Growing Together or Growing Apart? A Village Level Study of the Impact of the Doha Round on Rural China

Most studies of the opening of the Chinese economy focus at the national level. The few existing disaggregated analyses are limited to analyzing changes in agricultural production. The authors use an innovative village equilibrium model that accounts for nonseparability of household production and consumption decisions. This allows them to analyze the impact of trade liberalization on household production, consumption, and off-farm employment, as well as the interactions among these three aspects of household decisions. They use the village model to analyze the impact of price changes and labor demand, the two major pathways through which international trade affects households. Analyzing the impact of trade liberalization for one village in the Jiangxi province of China, the authors find changes in relative prices and outside village employment to have opposite impacts on household decisions. At the household level the impact of price changes dominates the employment impacts. Comparing full trade liberalization and the more limited Doha scenario, reactions are more modest in the latter case for most households, but the response is nonlinear to increasing depth of trade reforms. This is explained by household-specific transaction (shadow) prices in combination with endogenous choices to participate in the output markets. Rising income inequalities are a growing concern in China. Whether trade liberalization allows incomes to grow together or to grow apart depends on whether one accounts for the reduction in consumption demand when household members migrate. Assessing the net effect on the within-village income distribution, the authors find that poorer households that own draught power gain most from trade liberalization. The households that have to rely on the use of own labor for farm activities and are not endowed with traction power, nor with a link to employment opportunities in the prospering coastal regions, have fewer opportunities for adjustment.

Saved in:
Bibliographic Details
Main Authors: Kuiper, Marijke, van Tongeren, Frank
Language:English
Published: World Bank, Washington, DC 2005-09
Subjects:ACCOUNTING, AGRICULTURAL OUTPUT, AGRICULTURAL PRODUCTION, AGRICULTURE, BANKING SECTOR, BENCHMARK, CAPITAL FLOWS, COMPARATIVE ADVANTAGE, CONCEPTUAL FRAMEWORK, CONSUMPTION LEVELS, CONSUMPTION PATTERNS, ECONOMIC GROWTH, ECONOMICS RESEARCH, EMPIRICAL ANALYSIS, EMPLOYMENT, EQUILIBRIUM, EQUILIBRIUM MODELS, EQUIVALENT VARIATION, EXPENDITURES, FEMALES, FISH, FIXED PRICES, FOOD PRODUCTION, GDP, GENDER, GENERAL EQUILIBRIUM MODEL, GOVERNMENT INTERVENTION, GROWTH RATE, HOUSEHOLD ANALYSIS, HOUSEHOLDS, INCOME, INCOME DISTRIBUTION, INCOME EFFECT, INCOME EFFECTS, INCOME INEQUALITY, INHERITANCE, INPUT USE, INSURANCE, INTEREST RATES, INTERMEDIATE INPUTS, INTERNATIONAL TRADE, LABOR COSTS, LABOR FORCE, LABOR MARKET, LABOR MARKETS, MARGINAL VALUE, MARKET EQUILIBRIUM, MARKET FAILURES, MARKET INTEGRATION, MIGRATION, PRICE CHANGES, PRICE INCENTIVES, PRICE INCREASES, PRICE INDEX, PRODUCTION FUNCTION, PRODUCTION FUNCTIONS, PRODUCTION PATTERNS, PURCHASE PRICE, RENTING, RURAL AREAS, SALES, SHADOW PRICES, STATE ENTERPRISES, SUBSTITUTION, SUBSTITUTION ELASTICITIES, SUPPLIERS, SUPPLY CURVE, SUPPLY FUNCTIONS, SURPLUS, TRADE LIBERALIZATION, TRADE REFORMS, TRANSACTION COSTS, TRANSACTIONS COSTS, URBAN AREAS, URBAN GROWTH, VALUE ADDED, VILLAGES, WAGES, WELFARE GAINS, WTO,
Online Access:http://documents.worldbank.org/curated/en/2005/09/6252170/growing-together-or-growing-apart-village-level-study-impact-doha-round-rural-china
https://hdl.handle.net/10986/8595
Tags: Add Tag
No Tags, Be the first to tag this record!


__Assignment__
When duplicating the records beneath this instruction, omit every picture and keep all else exact.

================

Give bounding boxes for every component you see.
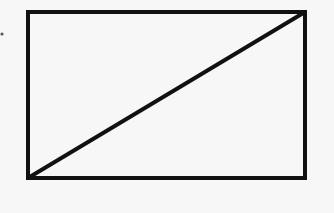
- diagonal-line: [28, 12, 305, 178]
- stray-dot: [0, 32, 3, 35]
- diagram-canvas: [0, 0, 334, 213]
- rectangle-diagram: [0, 0, 334, 213]
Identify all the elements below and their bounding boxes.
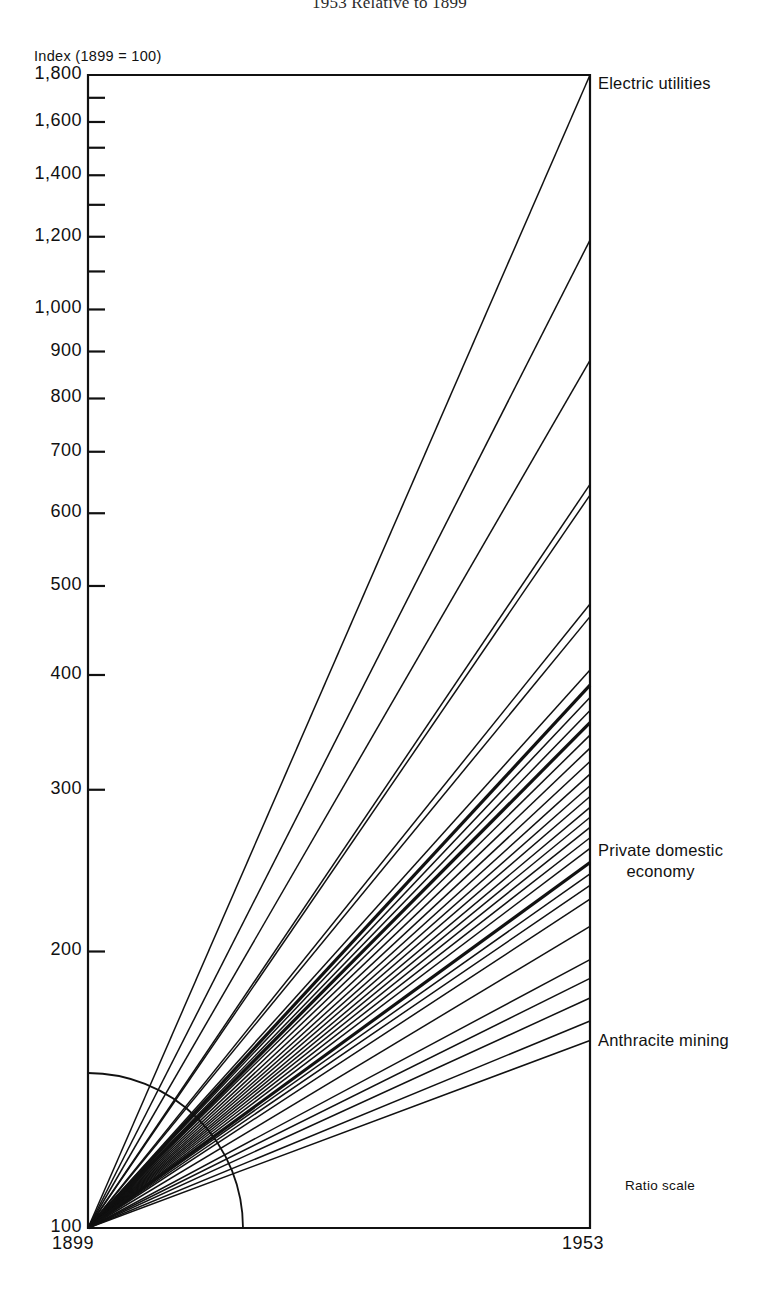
y-tick-label: 700 [50,440,82,461]
ratio-scale-note: Ratio scale [625,1178,695,1193]
series-line [88,484,590,1228]
x-axis-label-start: 1899 [52,1233,94,1254]
y-tick-label: 1,000 [34,297,82,318]
y-tick-label: 1,400 [34,163,82,184]
series-line [88,807,590,1228]
series-line [88,960,590,1228]
series-line [88,786,590,1228]
series-line [88,827,590,1228]
series-line [88,817,590,1228]
series-line [88,723,590,1228]
series-label-private-domestic-economy: Private domestic economy [598,840,723,881]
series-line [88,1021,590,1228]
series-line [88,978,590,1228]
series-line [88,774,590,1228]
y-axis-minor-ticks [88,98,105,272]
x-axis-label-end: 1953 [562,1233,604,1254]
y-tick-label: 300 [50,778,82,799]
series-line [88,360,590,1228]
series-line [88,762,590,1228]
series-line [88,848,590,1228]
y-tick-label: 1,600 [34,110,82,131]
series-lines [88,75,590,1228]
y-tick-label: 200 [50,939,82,960]
y-tick-label: 1,800 [34,63,82,84]
series-line [88,748,590,1228]
series-line [88,698,590,1228]
series-line [88,926,590,1228]
y-axis-caption: Index (1899 = 100) [34,48,162,64]
series-line [88,874,590,1228]
y-tick-label: 900 [50,340,82,361]
series-line [88,862,590,1228]
series-label-anthracite-mining: Anthracite mining [598,1030,729,1051]
series-label-line-2: economy [598,861,723,882]
series-label-line-1: Private domestic [598,840,723,861]
series-line [88,240,590,1228]
series-line [88,75,590,1228]
y-tick-label: 1,200 [34,225,82,246]
series-label-electric-utilities: Electric utilities [598,73,711,94]
y-tick-label: 600 [50,501,82,522]
series-line [88,617,590,1228]
chart-figure [0,0,779,1306]
series-line [88,685,590,1228]
y-tick-label: 800 [50,386,82,407]
y-tick-label: 400 [50,663,82,684]
y-tick-label: 500 [50,574,82,595]
series-line [88,735,590,1228]
y-axis-major-ticks [88,122,105,952]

================

__Task solution__
Give bounding boxes for every component you see.
- diagonal-line: [28, 12, 305, 178]
- stray-dot: [0, 32, 3, 35]
- diagram-canvas: [0, 0, 334, 213]
- rectangle-diagram: [0, 0, 334, 213]
Identify all the elements below and their bounding boxes.
y-tick-label: 700 [50,440,82,461]
ratio-scale-note: Ratio scale [625,1178,695,1193]
series-line [88,484,590,1228]
x-axis-label-start: 1899 [52,1233,94,1254]
y-tick-label: 1,000 [34,297,82,318]
y-tick-label: 1,400 [34,163,82,184]
series-line [88,807,590,1228]
series-line [88,960,590,1228]
series-line [88,786,590,1228]
series-line [88,827,590,1228]
series-line [88,817,590,1228]
series-line [88,723,590,1228]
series-label-private-domestic-economy: Private domestic economy [598,840,723,881]
series-line [88,1021,590,1228]
series-line [88,978,590,1228]
series-line [88,774,590,1228]
y-axis-minor-ticks [88,98,105,272]
x-axis-label-end: 1953 [562,1233,604,1254]
y-tick-label: 300 [50,778,82,799]
series-line [88,360,590,1228]
series-line [88,762,590,1228]
series-line [88,848,590,1228]
y-tick-label: 1,600 [34,110,82,131]
series-lines [88,75,590,1228]
y-tick-label: 200 [50,939,82,960]
y-tick-label: 1,800 [34,63,82,84]
series-line [88,748,590,1228]
series-line [88,698,590,1228]
series-line [88,926,590,1228]
y-axis-caption: Index (1899 = 100) [34,48,162,64]
series-line [88,874,590,1228]
y-tick-label: 900 [50,340,82,361]
series-line [88,862,590,1228]
series-label-anthracite-mining: Anthracite mining [598,1030,729,1051]
series-label-line-2: economy [598,861,723,882]
series-label-line-1: Private domestic [598,840,723,861]
series-line [88,240,590,1228]
series-line [88,75,590,1228]
y-tick-label: 1,200 [34,225,82,246]
series-label-electric-utilities: Electric utilities [598,73,711,94]
y-tick-label: 600 [50,501,82,522]
series-line [88,617,590,1228]
chart-figure [0,0,779,1306]
series-line [88,685,590,1228]
y-tick-label: 800 [50,386,82,407]
y-tick-label: 400 [50,663,82,684]
y-tick-label: 500 [50,574,82,595]
series-line [88,735,590,1228]
y-axis-major-ticks [88,122,105,952]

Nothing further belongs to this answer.